Nursing practice specialist Diane Glynn says the Supreme Court has made it clear concerning regulatory boards: they cannot impose criminal punishment. Glynn says the board’s primary purpose it to protect the public.

“We protect them from incompetence and unscrupulous people. So we have to look at the acts that occur, total personnel history, we have to look at how long someone’s been licensed; do they have a trend or a pattern of making the same kinds of mistakes, and factor all of those things in when we come up with some kind of discipline remedy.”

Of the cases forwarded to the AG’s office in 2006, 17 resulted in outright revocation; less than 10 percent of the total. Nearly all were revoked for theft of money and or drugs or drug use—criminal acts. Mary Blubaugh is the board’s executive director

“Now, we DO have some permanent bars for some felonies against persons and those things that we don’t have to license anybody if they have those, if they are convicted of one of those, we can take their license and they won’t get it back, but that is the ONLY absolute bar that we have.”

Nurse specialist Diane Glynn says if a nurse shows he or she has completed the proper educational and treatment, the board cannot continually deny a license. However, the board can and DOES keep closer tabs on them:

“That doesn’t mean we would just hand them a license carte blanche and say ‘here…go back. Usually, we put somebody under suspension with a stay or some type of probation so that we can monitor them and make sure employers are, you know, overseeing their practice too since they are going back into the work setting.”

Wednesday, March 5, 2008

Patient Safety Awareness Part 3

In conjunction with National Patient Safety Awareness Week, experts in the fields of medicine, nursing and pharmacy are urging YOU as the PATIENT, to get more involved in your care.
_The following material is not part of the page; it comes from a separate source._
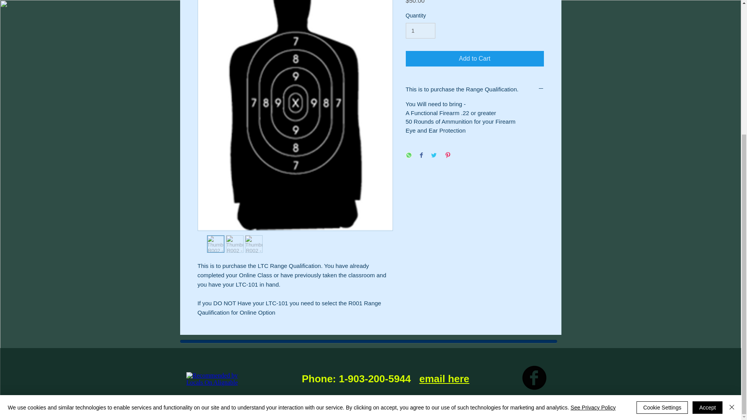 The width and height of the screenshot is (747, 420). I want to click on Embedded Content, so click(219, 384).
In the last of our reports: how the industry is trying to get you to step up and become more involved in your care.

As many as one and a half million people are injured every year by medication errors according to a recent study by the Institute of Medicine and the National Academies, To alleviate that, the study calls for ALL prescriptions to be written electronically by 2010..a good start says Scott Micek, the clinical pharmacist at Barnes Jewish Hospital in St. Louis:

“The technology is there. Certainly it’s a capital investment. But there are a number of instances and study that show that by taking handwriting out of the equation, and having it electronic as you say, certainly improves safety from that aspect.”
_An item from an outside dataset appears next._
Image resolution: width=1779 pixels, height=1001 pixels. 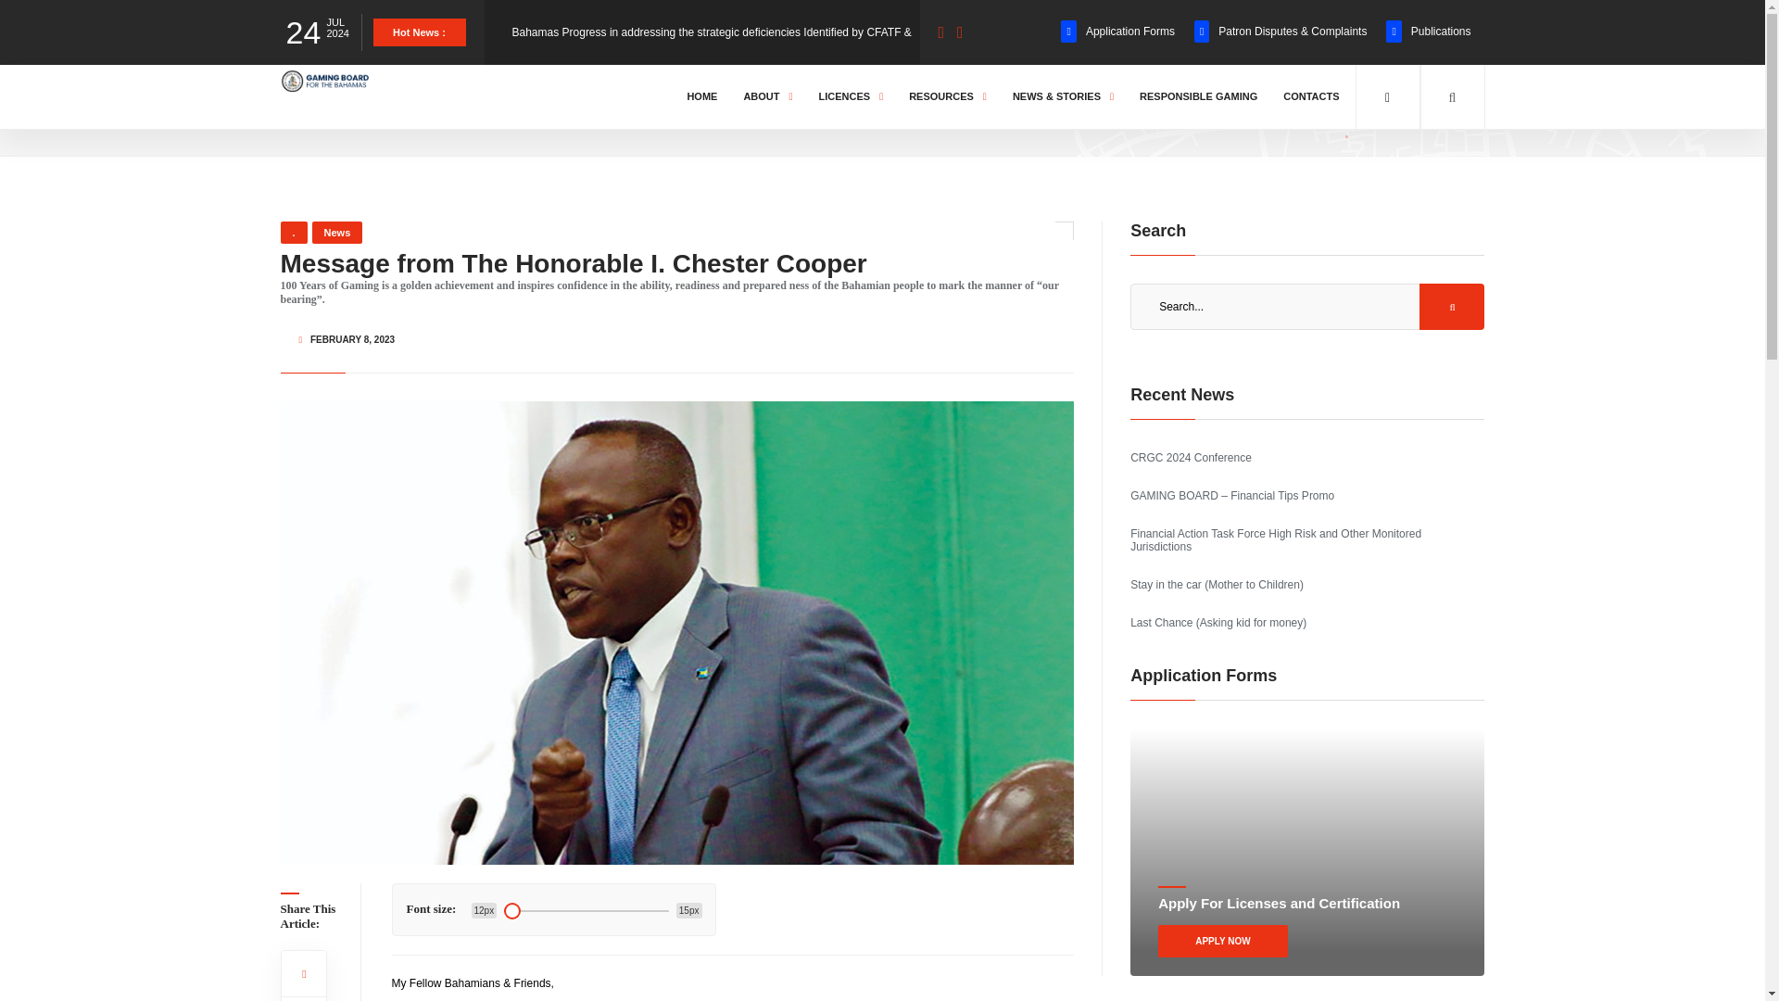 What do you see at coordinates (851, 96) in the screenshot?
I see `LICENCES` at bounding box center [851, 96].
The other major improvement Micek and other practitioners are pushing are for is for all medications to have the proper indications marked on them..for instance, ”this medicine is for the treatment for high blood pressure.”

Better Packaging and labeling is one part of the solution, in a separate study, the Institute of Medicine calls for improvements in nursing staff levels and the work environment. And for the roughly 50 thousand licensed nurses in Kansas Nurse specialist Diane Glynn says there is a strict peer review process already in place:

Hospitals can be intimidating places. Patients are bombarded from several different sources, nurses, doctors, and nutritionists. But if its medication administered in the hospital, there is another source patients ought to consult: people like Scott Micek, a hospital-employed pharmacist.
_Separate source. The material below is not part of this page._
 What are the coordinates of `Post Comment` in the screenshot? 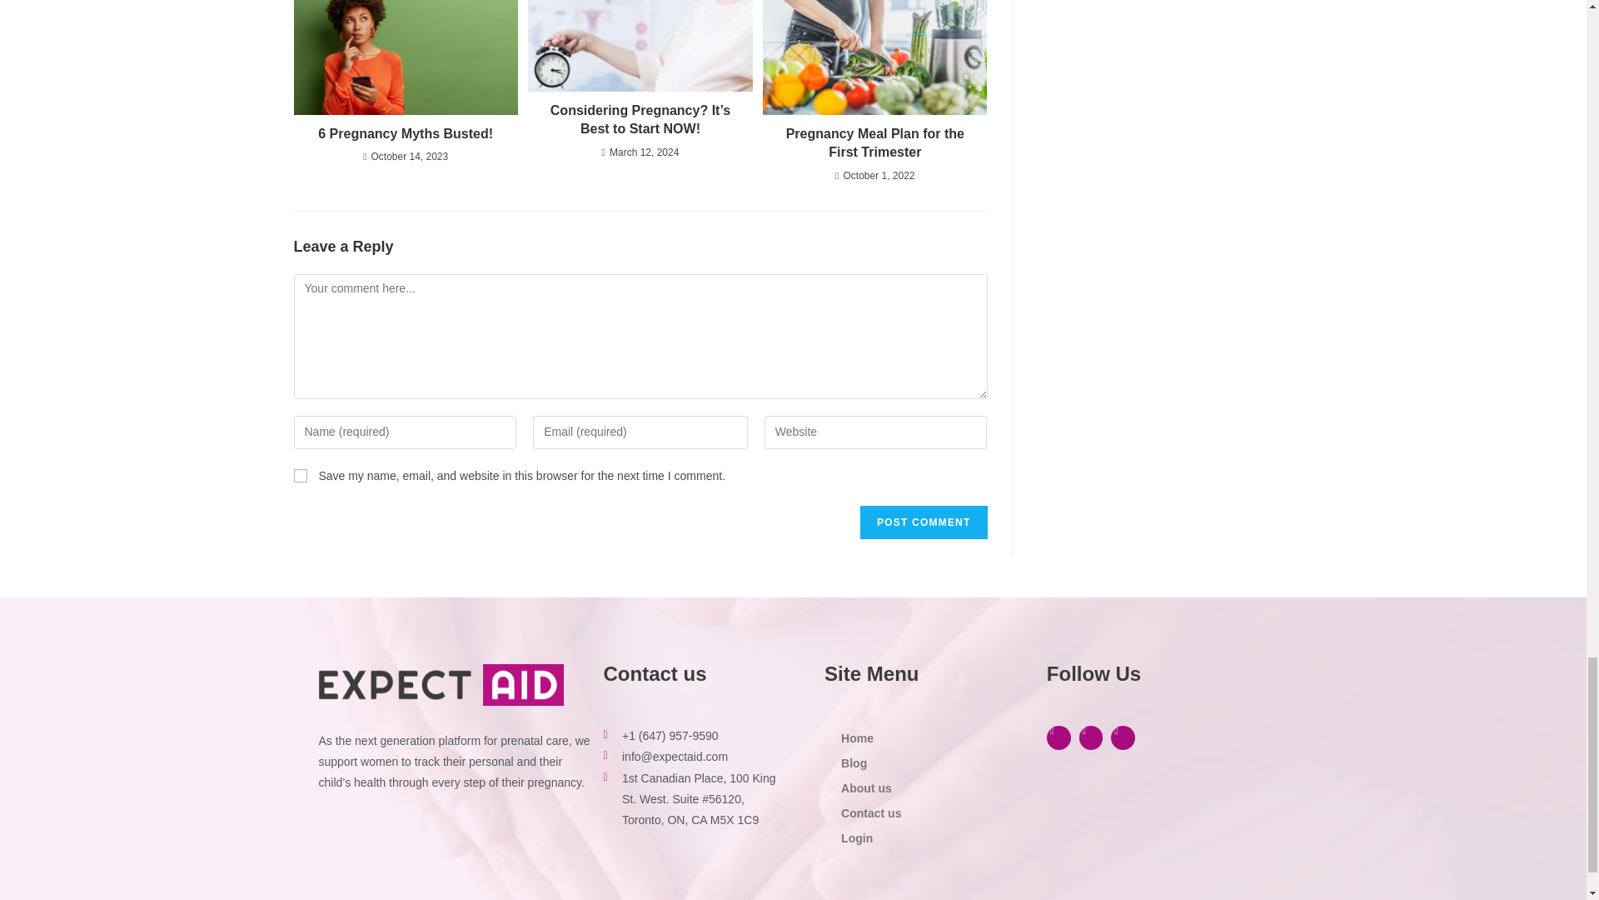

“We are part of that white coat brigade of physicians, nurses, pharmacists, respitory therapists. You know, that mass of health care humanity that comes in to take care of you. We are part of that team. And certainly when we’re not seeking you out, if you have questions about some medication, not only seek out the doctor and nurse, but the pharmacists…”

One more check and balance that could prevent a fatal error.